Required action.
Below is a block of entries; repeat exactly the lines starting at the line that contains "You are a GUI" and ending at the line that contains "Image resolution: width=709", both included.

====== Recorded data

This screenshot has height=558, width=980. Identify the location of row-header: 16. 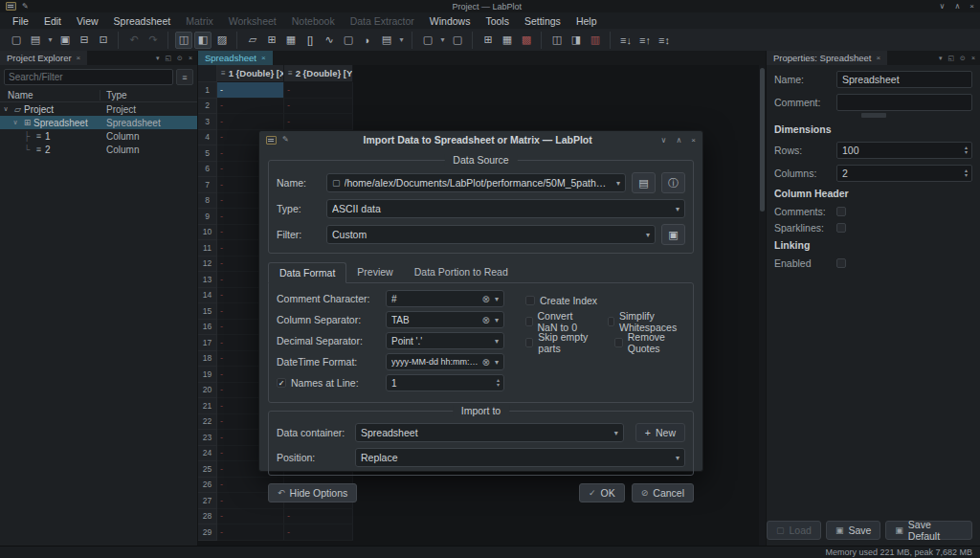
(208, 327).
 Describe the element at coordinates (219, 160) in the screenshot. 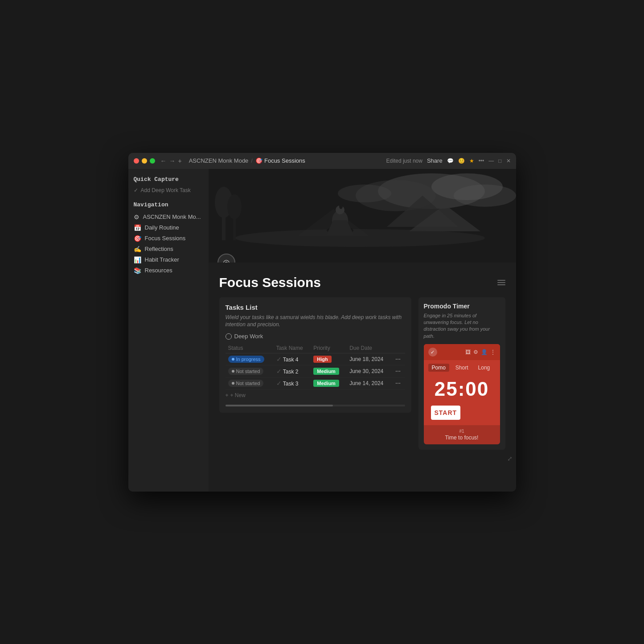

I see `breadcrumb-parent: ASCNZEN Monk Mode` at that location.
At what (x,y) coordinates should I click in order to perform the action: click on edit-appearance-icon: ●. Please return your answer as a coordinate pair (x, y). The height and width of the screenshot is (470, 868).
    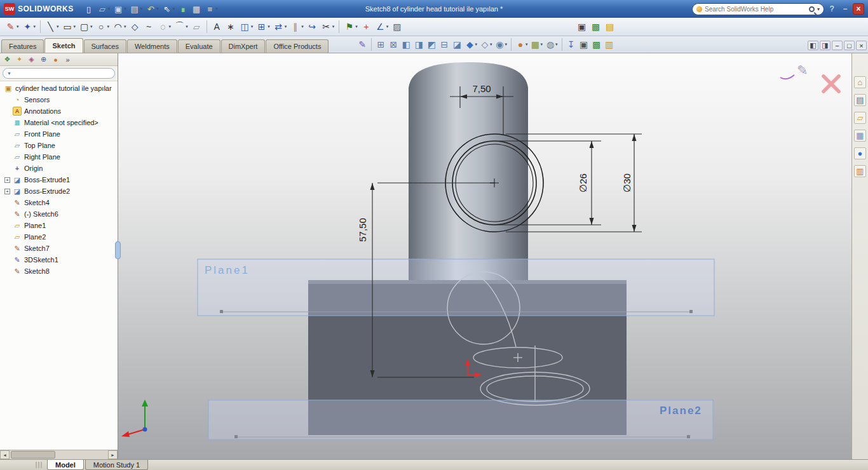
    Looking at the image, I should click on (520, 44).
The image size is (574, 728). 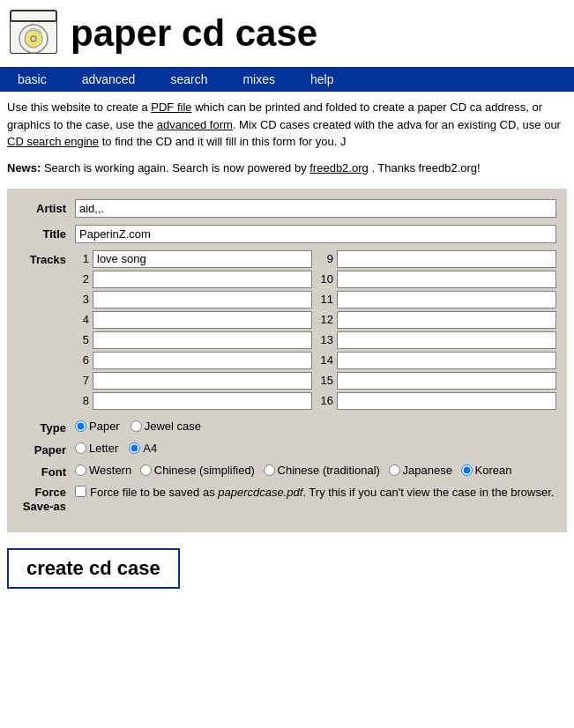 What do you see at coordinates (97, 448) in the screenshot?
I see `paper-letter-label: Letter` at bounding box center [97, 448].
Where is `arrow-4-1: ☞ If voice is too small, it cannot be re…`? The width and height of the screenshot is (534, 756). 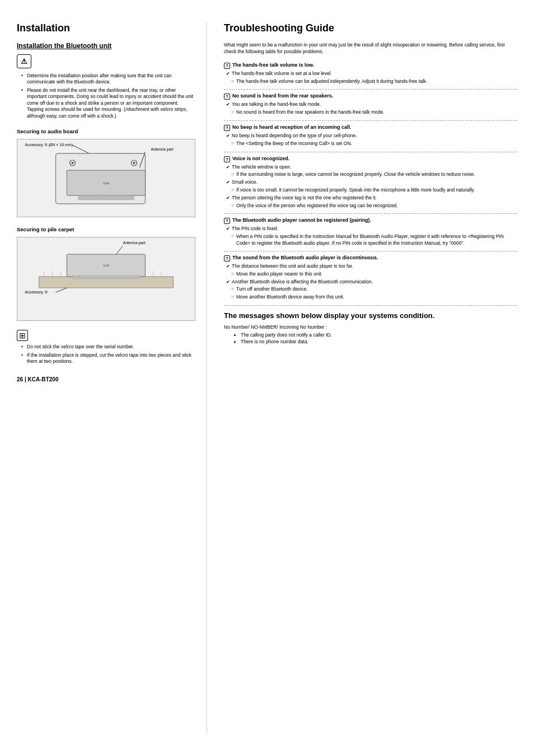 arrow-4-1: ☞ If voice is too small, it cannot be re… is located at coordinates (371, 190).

============
====== Recorded data

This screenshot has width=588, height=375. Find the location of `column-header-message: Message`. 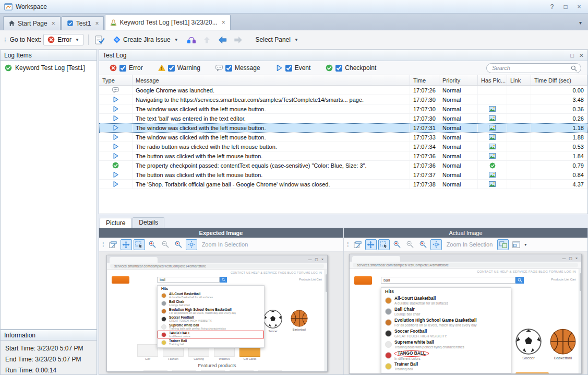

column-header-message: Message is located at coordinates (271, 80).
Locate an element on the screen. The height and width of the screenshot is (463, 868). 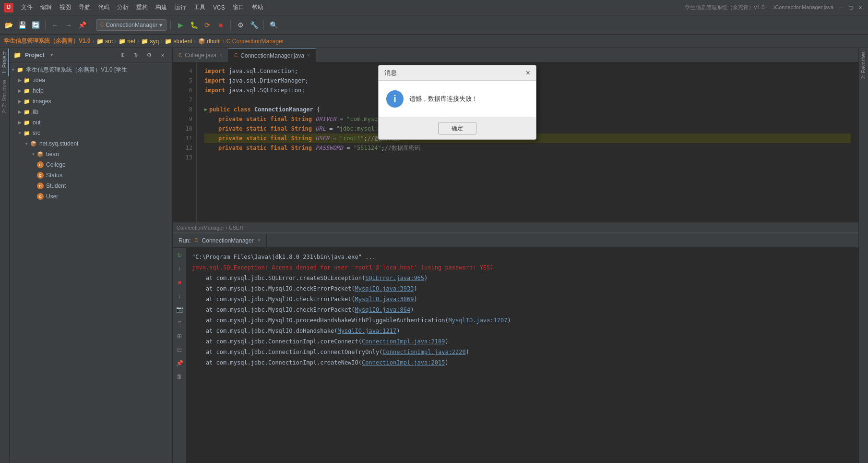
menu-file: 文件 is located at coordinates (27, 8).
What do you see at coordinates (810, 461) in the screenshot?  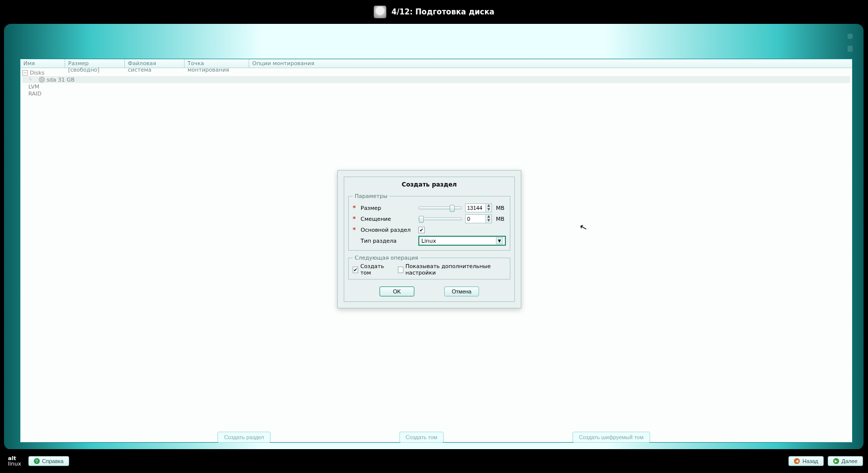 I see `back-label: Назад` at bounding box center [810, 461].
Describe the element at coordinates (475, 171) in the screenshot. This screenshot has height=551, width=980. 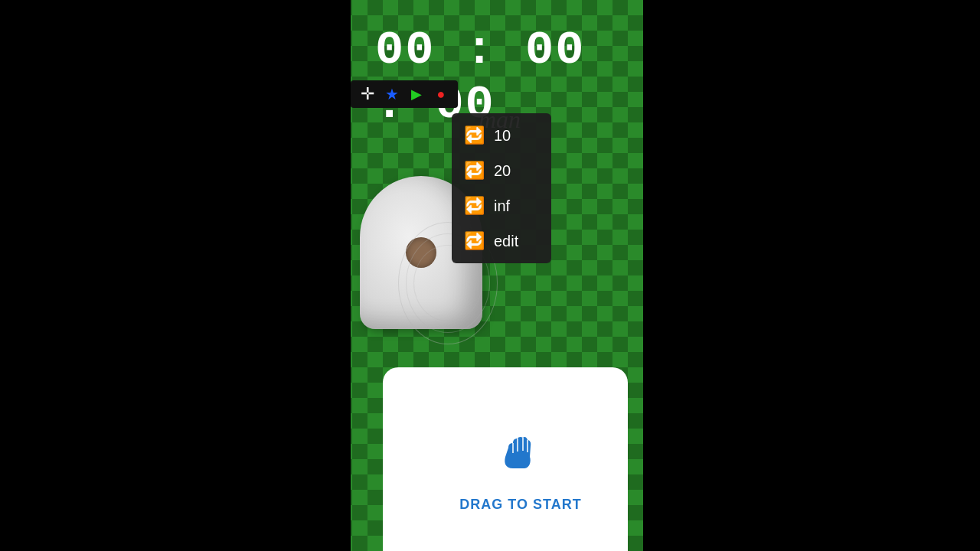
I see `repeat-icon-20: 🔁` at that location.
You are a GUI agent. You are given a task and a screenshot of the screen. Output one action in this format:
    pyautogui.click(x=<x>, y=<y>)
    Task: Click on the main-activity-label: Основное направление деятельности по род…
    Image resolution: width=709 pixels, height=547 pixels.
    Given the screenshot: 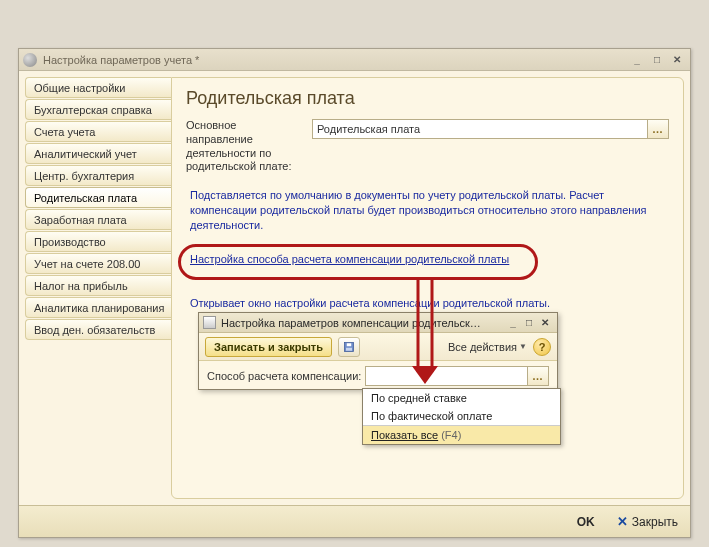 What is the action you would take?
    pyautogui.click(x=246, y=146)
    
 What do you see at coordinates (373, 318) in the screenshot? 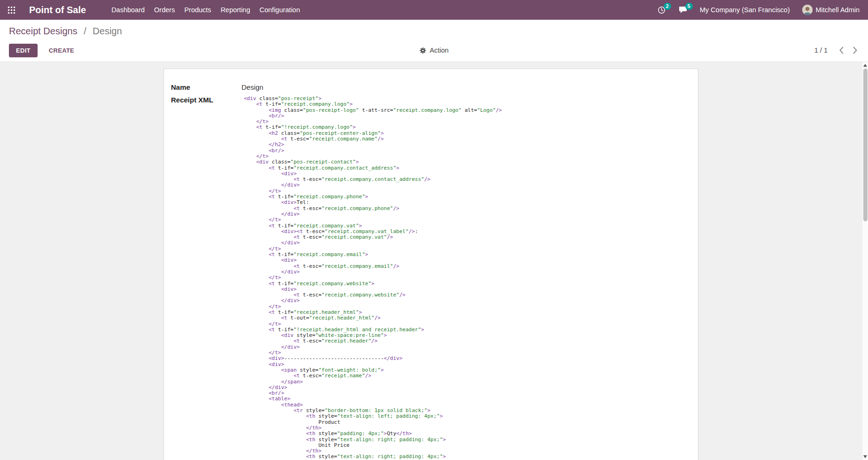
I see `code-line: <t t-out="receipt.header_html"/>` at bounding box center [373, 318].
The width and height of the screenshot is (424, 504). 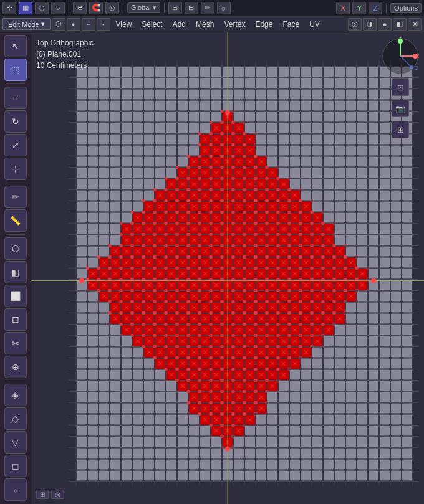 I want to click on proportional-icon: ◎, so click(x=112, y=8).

============
====== Recorded data

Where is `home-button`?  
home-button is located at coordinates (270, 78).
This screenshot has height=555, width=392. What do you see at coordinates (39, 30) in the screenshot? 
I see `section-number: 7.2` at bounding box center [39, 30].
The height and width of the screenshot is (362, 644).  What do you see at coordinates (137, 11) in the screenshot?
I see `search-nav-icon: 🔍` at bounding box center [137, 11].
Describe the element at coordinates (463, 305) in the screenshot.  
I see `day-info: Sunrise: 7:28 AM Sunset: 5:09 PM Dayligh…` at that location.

============

Response to this exercise.
You are a GUI agent. You are given a task and a screenshot of the screen. Output one action in this format:
    pyautogui.click(x=<x>, y=<y>)
    Task: Click on the main-activity-label: Основное направление деятельности по род…
    Image resolution: width=709 pixels, height=547 pixels.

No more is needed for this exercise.